TASK REQUIREMENTS: Give the number of lines below that contain the word "order", and nothing else.

↓↓↓

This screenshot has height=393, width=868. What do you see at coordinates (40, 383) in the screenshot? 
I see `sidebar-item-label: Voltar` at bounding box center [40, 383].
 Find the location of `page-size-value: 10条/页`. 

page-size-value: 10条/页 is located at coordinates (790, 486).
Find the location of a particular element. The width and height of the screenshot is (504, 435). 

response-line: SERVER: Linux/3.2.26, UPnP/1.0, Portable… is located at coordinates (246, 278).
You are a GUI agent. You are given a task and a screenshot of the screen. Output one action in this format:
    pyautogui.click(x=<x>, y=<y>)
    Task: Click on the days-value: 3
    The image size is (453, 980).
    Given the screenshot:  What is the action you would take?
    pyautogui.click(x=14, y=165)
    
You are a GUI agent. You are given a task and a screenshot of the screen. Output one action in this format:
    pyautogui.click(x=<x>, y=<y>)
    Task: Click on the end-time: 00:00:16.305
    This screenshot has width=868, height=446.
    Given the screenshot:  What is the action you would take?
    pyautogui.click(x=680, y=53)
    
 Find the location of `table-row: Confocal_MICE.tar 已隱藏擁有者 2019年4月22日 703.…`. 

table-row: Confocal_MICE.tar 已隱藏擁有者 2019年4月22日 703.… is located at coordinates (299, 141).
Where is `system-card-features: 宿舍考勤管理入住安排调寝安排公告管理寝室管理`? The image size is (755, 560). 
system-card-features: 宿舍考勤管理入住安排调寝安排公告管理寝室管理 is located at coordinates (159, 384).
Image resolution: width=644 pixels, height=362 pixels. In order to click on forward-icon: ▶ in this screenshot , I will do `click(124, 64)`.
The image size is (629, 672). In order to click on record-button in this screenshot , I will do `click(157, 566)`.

↑↑↑

ANSWER FOR THIS EXERCISE: 2